A new tool developed by the University of Cordoba in Spain, in collaboration with the Nuclear Medicine Unit at the Hospital Reina Sofía, could allow healthcare personnel to diagnose different degrees of Parkinson’s, a disease that, according to World Health Organization (WHO) data, affects 7 million people worldwide.

To date, according to AYRNA group researcher Javier Barbero, “most diagnoses only determine whether or not the patient suffers from this disease.” The research team has developed a system that makes it possible to specify the phase it is in, distinguishing between four different ones, based on severity.

Specifically, this new methodology combines artificial intelligence and the use of 3D images of the area of the brain in which the neuronal degeneration is occurring.
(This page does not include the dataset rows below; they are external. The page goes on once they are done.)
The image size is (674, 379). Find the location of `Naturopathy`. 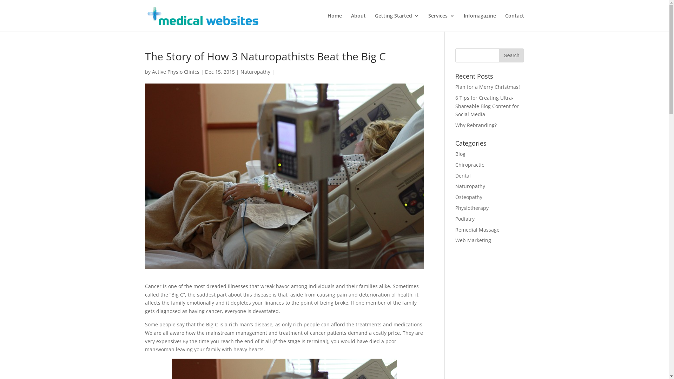

Naturopathy is located at coordinates (470, 186).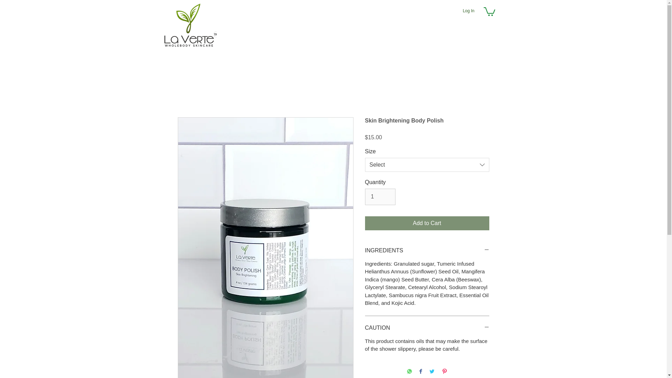 Image resolution: width=672 pixels, height=378 pixels. Describe the element at coordinates (427, 327) in the screenshot. I see `CAUTION` at that location.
To do this, the research team has analyzed, voxel by voxel (the equivalent of a 3D pixel), more than 500 photographs of the brains of people with symptoms compatible with the disease. The result is a mathematical algorithm that, after having processed all this information, is capable of estimating, once the image of the patient’s brain has been scanned, the severity of the disease, based on neuron damage.

“The new tool produces this estimate automatically, providing an initial diagnosis that, of course, then has to be confirmed by the medical staff, with the images in front of them,” explains Pedro Antonio Gutiérrez, another of the study’s authors, together with César Hervás, Antonio Durán and Julio Camacho.

The researcher explained that the algorithm can determine “which scanned areas of the brain are the most important and, therefore, those on which specialized personnel should focus their attention to confirm the diagnosis”. But why are some areas more important than others?

The answer: dopamine

Parkinson’s Disease triggers a loss of density in the proteins responsible for transporting dopamine, aneurotransmitter essential to the control of movement. These 3D images can detect the density of these proteins and ascertaining the places in the brain where they are found, which offers clues to the severity of the disease.

Thus, the project “does not seek to substitute the assessments of specialized personnel, but rather to offer support for medical decision-making,” says César Hervás, the AYRNA group’s principal investigator. In any case, determining more precisely the phase this condition is in could help to adjust the amount of medication necessary, thus leading to better treatments for a chronic disease for which there is still no cure, though its prognosis has notably improved thanks to advances in neurology and the development of new drugs.

The process has also been validated through two different methodologies, both published in scientific journals. The first of them uses classic ordinal classification techniques, while the second is based on convolutional neural networks, a type of artificial intelligence model that is very effective with vision-related tasks such as image classification.